By Jim Ewing. Special to the Clarion Ledger Sunday print edition (March 17)

For those not especially knowledgeable about tales of the old frontier (other than movies and TV shows), Tom Clavin’s Wild Bill is full of surprises.

The first surprise in the book subtitled “The True Story of the American Frontier’s First Gunfighter” is that that Wild Bill Hickok’s name wasn’t Bill.

It’s believed that the man born as James Butler Hickok often joked with his brother Lorenzo by calling each other Bill. Since he answered to it, the name stuck. It may be also that James was known as the Wild Bill and his brother was the Tame Bill.

He signed all documents J.B. Hickok throughout his life.

Whether true or apocryphal, there’s no dispute that Wild Bill was an incredible marksman. Ambidextrous, he early on carried Colt Navy .36-cal. pistols facing butt out on each hip, which he later exchanged for double-action Colt .44s filed down for quicker action. He shot with both hands simultaneously and equally accurately.

“Witnesses report seeing Hickok driving a cork through the neck of a whiskey bottle at 20 paces, splitting a bullet on the edge of dime at the same distance, and putting as many as a dozen bullet holes in a tomato can that had been tossed in the air,” Clavin reports.

This skill made him a formidable foe in a gun battle and it also tended to dissuade lawbreakers when he served as marshal for the town of Abilene, Kansas, frequently putting on shows to demonstrate his prowess.

He also didn’t quite fit his “wild” moniker in his bearing and manner, in that he was by all accounts a cool customer. Raised in an abolitionist family in Illinois, during the Civil War, he served as a Union scout and spy, often going behind Confederate lines, and was able to coolly talk his way out of some tight binds. It was this ability to talk his way out of trouble, backed by his reputation as a crack shot, that later served him well as a lawman.

Much of what is known of Hickok through movies and Wild West shows is also probably fabricated, Clavin reveals. For example, it’s doubtful, he says, that Hickok and Calamity Jane were lovers. While they were friends, contemporary accounts seem to indicate that the somewhat dandy-ish Hickok who wore expensive clothes and bathed every day (an unheard-of practice at the time), considered her rather uncouth. She was prone to drunkenness and a prostitute who also wrangled horses, mules and cattle, usually wore men’s clothes, and was not known for her hygiene.

He also was devoted to his wife, Agnes, whom he married rather late in life (about the time he knew Jane), and she was flamboyant in a different way, as the owner of a circus and a world-renowned performer.

Calamity Jane claimed she and Hickok were lovers and had herself buried next to him at Deadwood, S.D., where he was shot dead from behind while playing what came to be called the dead man’s hand in poker: two pair, aces and eights.

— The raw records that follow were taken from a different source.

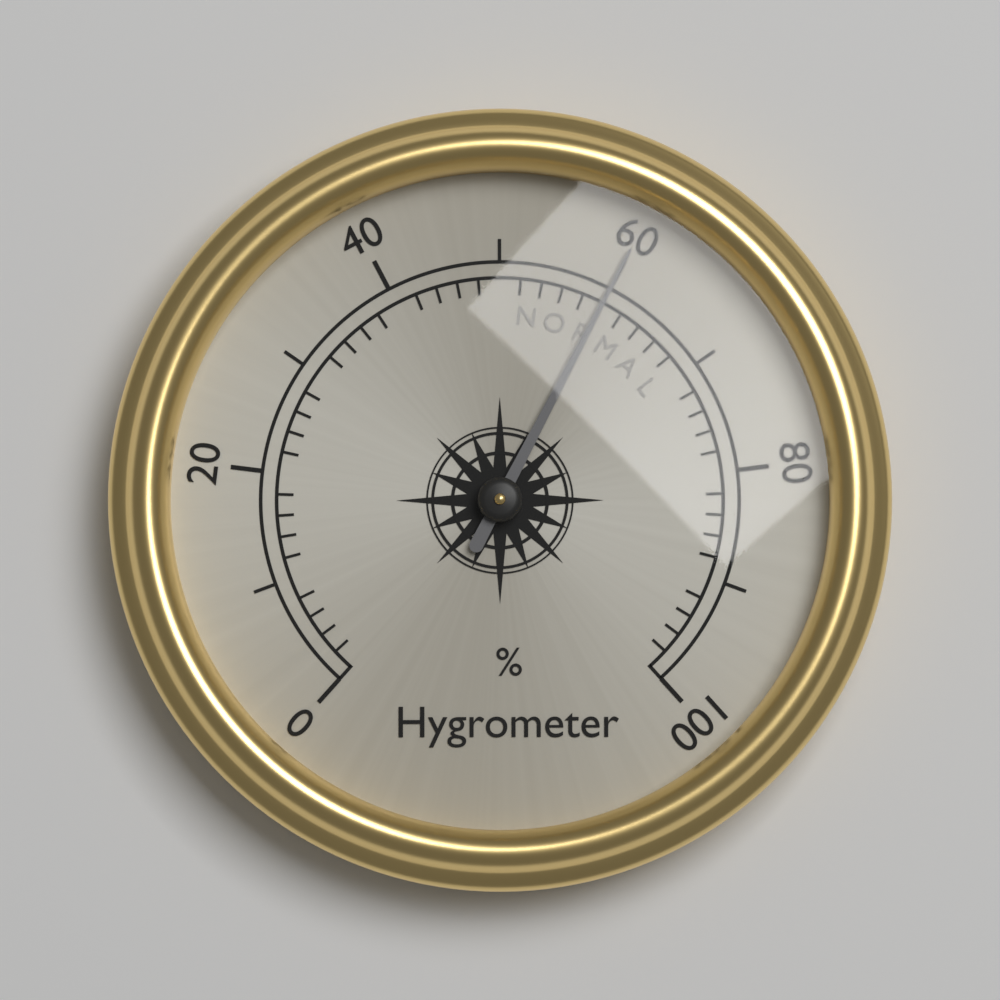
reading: 60 %
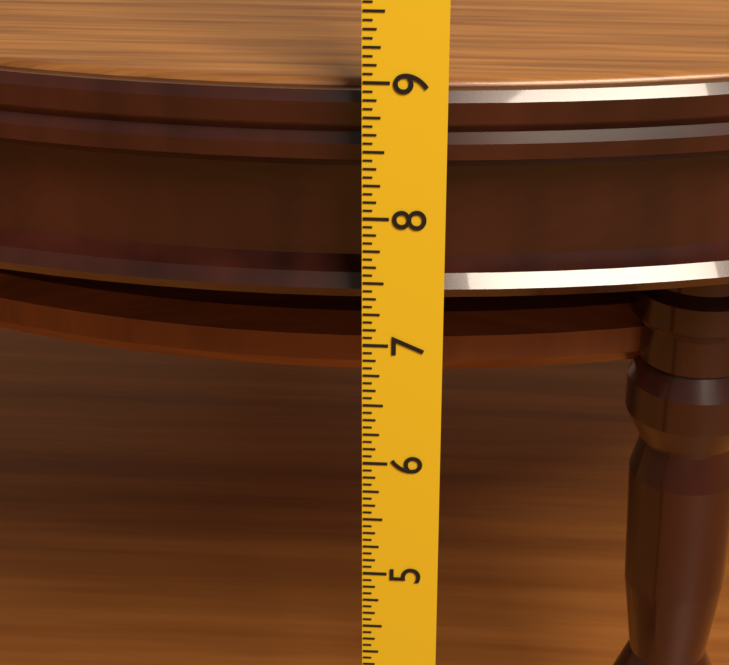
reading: 8.8750 in
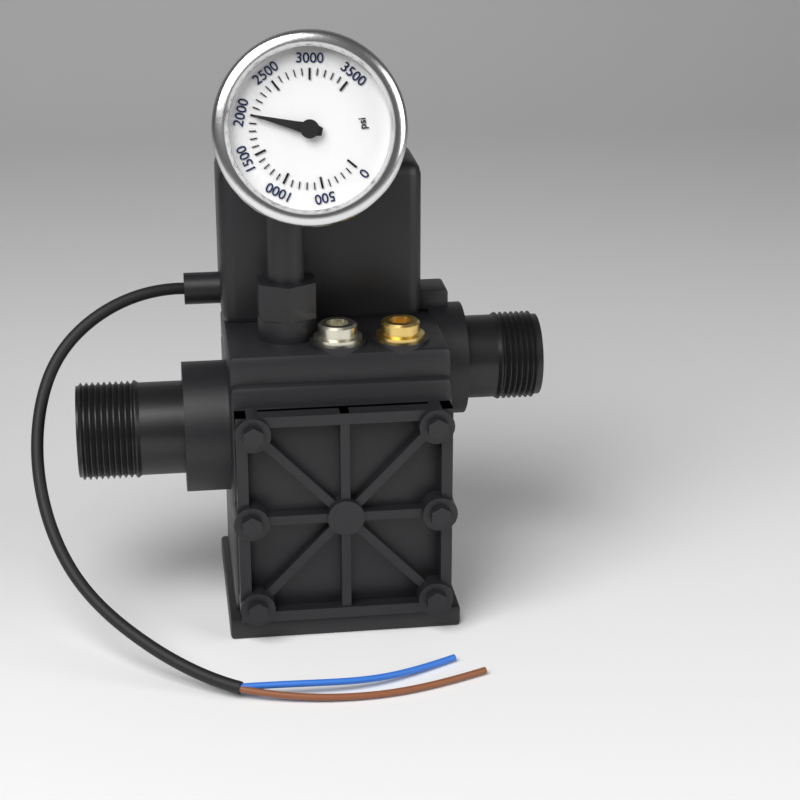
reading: 2000 psi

What is known, according to Clavin, was that Hickok was the first fast-draw gunslinger in the Old West. His killing of a man in Springfield, Missouri, (Clavin says Independence, Missouri) July 21, 1865, by quick draw methods—rather than pacing off a duel—was widely reported and was quickly emulated across the West.

Unfortunately, because it also happened while he was quite young, it caused “shootists” who came along after to seek him out to show who was the fastest draw. He died at 39, Aug. 2, 1876, victim of a self-styled gunslinger who crept up on him.

But if a bushwhacker didn’t get him, the times would have. Hickok set the mold for gunman/lawmen who faced off in high noon style, but when he was killed, towns were shifting to “peace officers,” who arrested lawbreakers to take them before a judge, Clavin notes.

Hickok remained true to himself “while the West changed around him.”

Wild Bill is filled with the famous names of the West, such as Buffalo Bill Cody, Kit Carson, and the rest. It is a fascinating account of an incredible Western icon, diligently researched, and breath-taking in its scope.

Jim Ewing, a former writer and editor at the Clarion Ledger, is the author of seven books including his latest, Redefining Manhood: A Guide for Men and Those Who Love Them.

Tom Clavin will be at Lemuria on Wednesday, March 27, at 5:00 to sign copies of and discuss Wild Bill. Lemuria has chosen Wild Bill as its April 2019 selection for its First Editions Club for Nonfiction.